Making a password-protected folder on Contao

Posted by Howard Richardson (comments: 0)

I recently tried adding HTTP authentication to a folder of downloadable PDFs on a Contao installation. This is the sort of authentication where the browser itself prompts you for a username and password and then Apache checks that, usually against a password file specified by .htaccess. It's a quick and dirty way of adding password protection to a directory of files, when all you need is the functionality and none of the fuss.

However, adding in the files using Contao's "downloads" content element, highlighted a shortcoming of this approach. The downloads content element prints you a nice link to the file, but when you click it, it funnels the whole file to you via PHP, totally bypassing the authentication.

After pulling my hair out over this one, and considering rewriting a special version of the download module which didn't act this way, I realised there was a much simpler solution. The files themselves were still directly linkable, and when you did so the authentication kicked in, so all I needed to do were come up with some Apache mod_rewrite rules to turn all file requests in that directory back into direct links. And so were born these two lines:

RewriteCond %{QUERY_STRING} ^file=files/pw_protected/(.*)
RewriteRule .* /files/pw_protected/%1? [L]

In this case files/pw_protected is the path of the password-protected folder. The rule matches any filename being passed as a parameter to Contao and then rewrites it directly as a straight link. The trailing question mark on the RewriteRule is to remove the QUERY_STRING from the rewritten URL. Being final, this rewrite rule needs to go before all other usual ones in the Contao root .htaccess file (but obviously inside the mod_rewrite section).

It works a treat, and no programming was required in the end. Hope this helps someone else deal with the same issue.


TASK PROMPT: Line by line, output the entries below exactly as they appear.
----
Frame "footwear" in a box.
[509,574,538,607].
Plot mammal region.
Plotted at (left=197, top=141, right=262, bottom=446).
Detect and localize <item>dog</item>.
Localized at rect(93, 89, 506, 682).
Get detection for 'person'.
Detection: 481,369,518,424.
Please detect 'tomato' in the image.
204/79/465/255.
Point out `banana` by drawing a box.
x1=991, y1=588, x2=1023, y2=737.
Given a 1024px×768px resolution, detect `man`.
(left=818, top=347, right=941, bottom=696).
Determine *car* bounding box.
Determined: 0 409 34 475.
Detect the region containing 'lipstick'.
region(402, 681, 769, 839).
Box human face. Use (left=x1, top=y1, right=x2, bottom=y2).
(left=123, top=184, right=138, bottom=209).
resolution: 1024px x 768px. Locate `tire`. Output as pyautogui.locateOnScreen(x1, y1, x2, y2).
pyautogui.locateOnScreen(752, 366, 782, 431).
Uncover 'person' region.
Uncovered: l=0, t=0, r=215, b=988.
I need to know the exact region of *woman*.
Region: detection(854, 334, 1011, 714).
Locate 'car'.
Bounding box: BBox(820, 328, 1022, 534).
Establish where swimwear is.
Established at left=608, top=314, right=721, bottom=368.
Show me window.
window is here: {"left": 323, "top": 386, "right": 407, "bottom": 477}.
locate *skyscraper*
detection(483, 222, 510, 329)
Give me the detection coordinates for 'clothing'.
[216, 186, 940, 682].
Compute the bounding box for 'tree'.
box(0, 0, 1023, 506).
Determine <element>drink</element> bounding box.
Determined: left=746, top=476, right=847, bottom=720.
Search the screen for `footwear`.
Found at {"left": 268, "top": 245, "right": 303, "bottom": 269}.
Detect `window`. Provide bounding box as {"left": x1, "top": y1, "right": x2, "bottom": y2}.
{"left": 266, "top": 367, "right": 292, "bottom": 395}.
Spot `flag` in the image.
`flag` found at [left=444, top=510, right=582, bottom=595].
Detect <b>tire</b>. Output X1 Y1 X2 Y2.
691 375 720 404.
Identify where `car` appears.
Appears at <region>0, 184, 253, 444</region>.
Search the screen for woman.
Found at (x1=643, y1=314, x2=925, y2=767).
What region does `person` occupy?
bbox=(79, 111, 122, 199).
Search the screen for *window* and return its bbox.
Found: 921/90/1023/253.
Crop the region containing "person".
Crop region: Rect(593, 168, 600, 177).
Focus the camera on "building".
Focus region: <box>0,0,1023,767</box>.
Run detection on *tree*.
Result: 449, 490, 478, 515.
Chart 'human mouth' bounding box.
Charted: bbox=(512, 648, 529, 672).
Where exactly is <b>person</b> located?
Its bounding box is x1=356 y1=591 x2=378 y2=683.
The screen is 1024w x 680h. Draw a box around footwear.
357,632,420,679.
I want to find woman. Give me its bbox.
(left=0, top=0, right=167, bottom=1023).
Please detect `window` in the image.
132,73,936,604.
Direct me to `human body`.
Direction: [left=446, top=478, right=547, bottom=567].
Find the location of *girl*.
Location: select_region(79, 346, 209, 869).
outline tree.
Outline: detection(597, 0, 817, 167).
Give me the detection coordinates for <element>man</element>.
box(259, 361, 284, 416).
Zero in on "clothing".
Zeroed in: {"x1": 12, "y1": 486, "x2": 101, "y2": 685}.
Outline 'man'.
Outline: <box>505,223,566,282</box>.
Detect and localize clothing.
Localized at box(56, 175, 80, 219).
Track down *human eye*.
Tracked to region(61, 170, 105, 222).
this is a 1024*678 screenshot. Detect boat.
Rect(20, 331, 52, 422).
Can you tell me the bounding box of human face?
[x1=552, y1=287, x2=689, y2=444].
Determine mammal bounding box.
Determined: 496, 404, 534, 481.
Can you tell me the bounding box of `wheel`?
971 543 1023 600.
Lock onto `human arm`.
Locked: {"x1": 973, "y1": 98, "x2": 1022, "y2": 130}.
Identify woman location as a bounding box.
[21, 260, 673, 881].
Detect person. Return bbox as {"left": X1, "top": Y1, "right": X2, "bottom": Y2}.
----
SOLVED PROBLEM:
Frame "footwear" in a box.
[509,574,538,607].
Plot mammal region.
Plotted at (left=197, top=141, right=262, bottom=446).
Detect and localize <item>dog</item>.
Localized at rect(93, 89, 506, 682).
Get detection for 'person'.
Detection: 481,369,518,424.
Please detect 'tomato' in the image.
204/79/465/255.
Point out `banana` by drawing a box.
x1=991, y1=588, x2=1023, y2=737.
Given a 1024px×768px resolution, detect `man`.
(left=818, top=347, right=941, bottom=696).
Determine *car* bounding box.
Determined: 0 409 34 475.
Detect the region containing 'lipstick'.
region(402, 681, 769, 839).
Box human face. Use (left=x1, top=y1, right=x2, bottom=y2).
(left=123, top=184, right=138, bottom=209).
resolution: 1024px x 768px. Locate `tire`. Output as pyautogui.locateOnScreen(x1, y1, x2, y2).
pyautogui.locateOnScreen(752, 366, 782, 431).
Uncover 'person' region.
Uncovered: l=0, t=0, r=215, b=988.
I need to know the exact region of *woman*.
Region: detection(854, 334, 1011, 714).
Locate 'car'.
Bounding box: BBox(820, 328, 1022, 534).
Establish where swimwear is.
Established at left=608, top=314, right=721, bottom=368.
Show me window.
window is here: {"left": 323, "top": 386, "right": 407, "bottom": 477}.
locate *skyscraper*
detection(483, 222, 510, 329)
Give me the detection coordinates for 'clothing'.
[216, 186, 940, 682].
Compute the bounding box for 'tree'.
box(0, 0, 1023, 506).
Determine <element>drink</element> bounding box.
Determined: left=746, top=476, right=847, bottom=720.
Search the screen for `footwear`.
Found at {"left": 268, "top": 245, "right": 303, "bottom": 269}.
Detect `window`. Provide bounding box as {"left": x1, "top": y1, "right": x2, "bottom": y2}.
{"left": 266, "top": 367, "right": 292, "bottom": 395}.
Spot `flag` in the image.
`flag` found at [left=444, top=510, right=582, bottom=595].
Detect <b>tire</b>. Output X1 Y1 X2 Y2.
691 375 720 404.
Identify where `car` appears.
Appears at <region>0, 184, 253, 444</region>.
Search the screen for woman.
Found at (x1=643, y1=314, x2=925, y2=767).
What region does `person` occupy?
bbox=(79, 111, 122, 199).
Search the screen for *window* and return its bbox.
Found: 921/90/1023/253.
Crop the region containing "person".
Crop region: Rect(593, 168, 600, 177).
Focus the camera on "building".
Focus region: <box>0,0,1023,767</box>.
Run detection on *tree*.
Result: 449, 490, 478, 515.
Chart 'human mouth' bounding box.
Charted: bbox=(512, 648, 529, 672).
Where exactly is <b>person</b> located?
Its bounding box is x1=356 y1=591 x2=378 y2=683.
The screen is 1024w x 680h. Draw a box around footwear.
357,632,420,679.
I want to find woman. Give me its bbox.
(left=0, top=0, right=167, bottom=1023).
Please detect `window` in the image.
132,73,936,604.
Direct me to `human body`.
Direction: [left=446, top=478, right=547, bottom=567].
Find the location of *girl*.
Location: select_region(79, 346, 209, 869).
outline tree.
Outline: detection(597, 0, 817, 167).
Give me the detection coordinates for <element>man</element>.
box(259, 361, 284, 416).
Zero in on "clothing".
Zeroed in: {"x1": 12, "y1": 486, "x2": 101, "y2": 685}.
Outline 'man'.
Outline: <box>505,223,566,282</box>.
Detect and localize clothing.
Localized at box(56, 175, 80, 219).
Track down *human eye*.
Tracked to region(61, 170, 105, 222).
this is a 1024*678 screenshot. Detect boat.
Rect(20, 331, 52, 422).
Can you tell me the bounding box of human face?
[x1=552, y1=287, x2=689, y2=444].
Determine mammal bounding box.
Determined: 496, 404, 534, 481.
Can you tell me the bounding box of `wheel`?
971 543 1023 600.
Lock onto `human arm`.
Locked: {"x1": 973, "y1": 98, "x2": 1022, "y2": 130}.
Identify woman location as a bounding box.
[21, 260, 673, 881].
Detect person. Return bbox as {"left": X1, "top": Y1, "right": X2, "bottom": Y2}.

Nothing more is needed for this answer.